Luma Simms is a Fellow at the Ethics and Public Policy Center; her essays, articles, and book reviews have appeared in a variety of publications including National Affairs, Law and Liberty, The Wall Street Journal, National Review, First Things, Public Discourse, the Institute for Family Studies, and others.

Persecution, True and False

I understand well soft forms of persecution and prejudices. As a young schoolchild in Baghdad, though most of my classmates received some discipline, I distinctly remember sustaining more raps across my palms from Sit Samira’s ruler than my Muslim classmates; being downgraded just enough in physical education to ensure that when grades were posted, the first-in-the-class was a Muslim girl and not me, a Christian. I also recall my father’s superiors passing him over for a promotion because he was a Christian; the public looks, the marketplace slights, and the general incivilities. I know something of all the ways, small and great, that the Muslim community in Iraq applied pressure against its Christian population to keep them in their place—never allowing us to forget that we were unwanted and unwelcome. When my father, seeking asylum, was interviewed by the American consulate in Greece he was asked: “You say you are persecuted in Iraq, but they are not killing Christians in Iraq, how can you say you are persecuted?” To which my father tapped his finger on the temple on the side of his head and said, in broken English: “There is persecution here.”

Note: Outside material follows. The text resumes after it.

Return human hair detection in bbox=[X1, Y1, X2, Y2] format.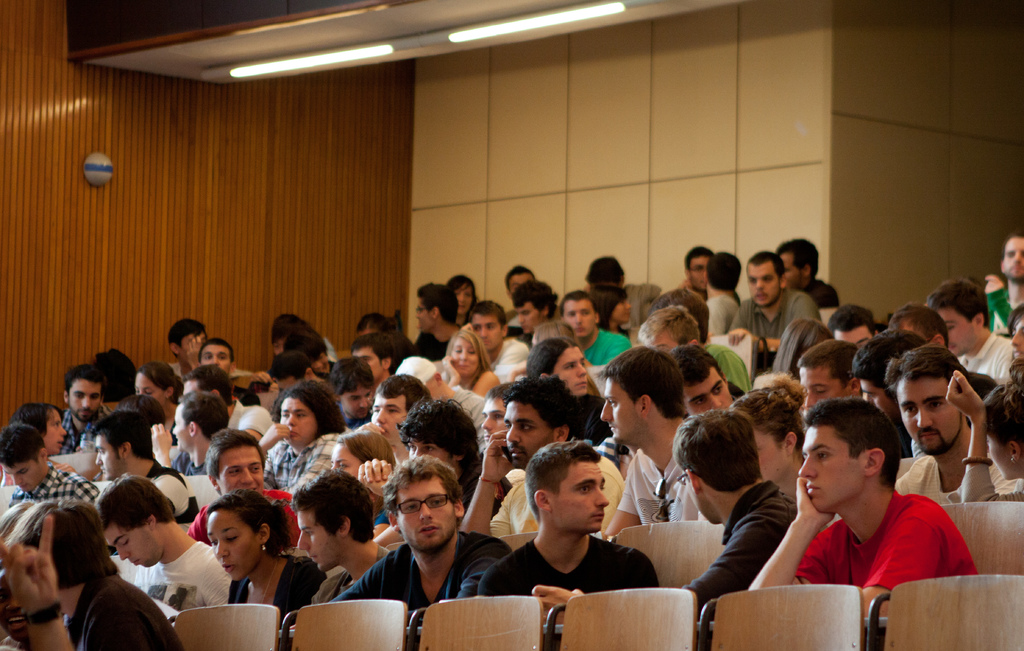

We Middle Eastern Christians are not unaware or ignorant of the variety of ways a non-Christian community can make life a trial for its Christian community. The response by Christians in that region varies, of course, according to both historical norms and the individuals’ temperaments and tolerance for these trials. Some were able to shrug it off and go about their life, others used whatever opportunity was available to get ahead no matter the setbacks, yet others left, looking for a more welcoming land. And then there are those, like some of our friends and distant relatives, who stayed until there was literally a gun to their heads.

Read the rest of this article at Law and Liberty.